▶

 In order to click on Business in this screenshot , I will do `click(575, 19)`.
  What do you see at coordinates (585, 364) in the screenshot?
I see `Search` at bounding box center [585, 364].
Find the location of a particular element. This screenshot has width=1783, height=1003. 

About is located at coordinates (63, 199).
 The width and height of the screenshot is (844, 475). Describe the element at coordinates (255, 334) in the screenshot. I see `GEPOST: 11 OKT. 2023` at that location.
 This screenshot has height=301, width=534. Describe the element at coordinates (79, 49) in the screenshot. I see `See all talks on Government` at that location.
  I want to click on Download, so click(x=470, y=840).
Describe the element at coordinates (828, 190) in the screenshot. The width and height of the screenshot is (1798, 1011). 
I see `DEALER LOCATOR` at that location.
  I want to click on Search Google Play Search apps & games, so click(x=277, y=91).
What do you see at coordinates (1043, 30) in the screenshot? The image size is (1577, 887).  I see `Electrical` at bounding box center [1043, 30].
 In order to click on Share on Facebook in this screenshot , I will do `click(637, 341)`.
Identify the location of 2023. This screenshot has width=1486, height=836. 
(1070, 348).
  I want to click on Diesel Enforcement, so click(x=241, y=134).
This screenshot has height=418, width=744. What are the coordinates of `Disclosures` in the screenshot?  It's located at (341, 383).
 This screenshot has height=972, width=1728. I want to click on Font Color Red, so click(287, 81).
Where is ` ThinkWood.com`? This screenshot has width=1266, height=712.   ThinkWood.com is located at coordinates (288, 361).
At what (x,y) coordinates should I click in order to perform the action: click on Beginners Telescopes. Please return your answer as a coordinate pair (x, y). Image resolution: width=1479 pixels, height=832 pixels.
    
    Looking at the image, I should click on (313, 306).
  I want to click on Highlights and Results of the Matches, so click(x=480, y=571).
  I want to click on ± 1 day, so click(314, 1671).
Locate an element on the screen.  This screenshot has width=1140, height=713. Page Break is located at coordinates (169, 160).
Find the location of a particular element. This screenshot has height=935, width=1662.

◀

> WHAT YOU ARE ASKED TO DO
A word-for-word copy of all the entries is required.

> RESPONSE
 In order to click on Business in this screenshot , I will do `click(575, 19)`.
  What do you see at coordinates (585, 364) in the screenshot?
I see `Search` at bounding box center [585, 364].
Find the location of a particular element. This screenshot has width=1783, height=1003. 

About is located at coordinates (63, 199).
 The width and height of the screenshot is (844, 475). Describe the element at coordinates (255, 334) in the screenshot. I see `GEPOST: 11 OKT. 2023` at that location.
 This screenshot has height=301, width=534. Describe the element at coordinates (79, 49) in the screenshot. I see `See all talks on Government` at that location.
  I want to click on Download, so click(x=470, y=840).
Describe the element at coordinates (828, 190) in the screenshot. The width and height of the screenshot is (1798, 1011). 
I see `DEALER LOCATOR` at that location.
  I want to click on Search Google Play Search apps & games, so click(x=277, y=91).
What do you see at coordinates (1043, 30) in the screenshot? The image size is (1577, 887).  I see `Electrical` at bounding box center [1043, 30].
 In order to click on Share on Facebook in this screenshot , I will do `click(637, 341)`.
Identify the location of 2023. This screenshot has width=1486, height=836. 
(1070, 348).
  I want to click on Diesel Enforcement, so click(x=241, y=134).
This screenshot has height=418, width=744. What are the coordinates of `Disclosures` in the screenshot?  It's located at (341, 383).
 This screenshot has height=972, width=1728. I want to click on Font Color Red, so click(287, 81).
Where is ` ThinkWood.com`? This screenshot has width=1266, height=712.   ThinkWood.com is located at coordinates (288, 361).
At what (x,y) coordinates should I click in order to perform the action: click on Beginners Telescopes. Please return your answer as a coordinate pair (x, y). Image resolution: width=1479 pixels, height=832 pixels.
    
    Looking at the image, I should click on (313, 306).
  I want to click on Highlights and Results of the Matches, so click(x=480, y=571).
  I want to click on ± 1 day, so click(314, 1671).
Locate an element on the screen.  This screenshot has width=1140, height=713. Page Break is located at coordinates (169, 160).
Find the location of a particular element. This screenshot has height=935, width=1662.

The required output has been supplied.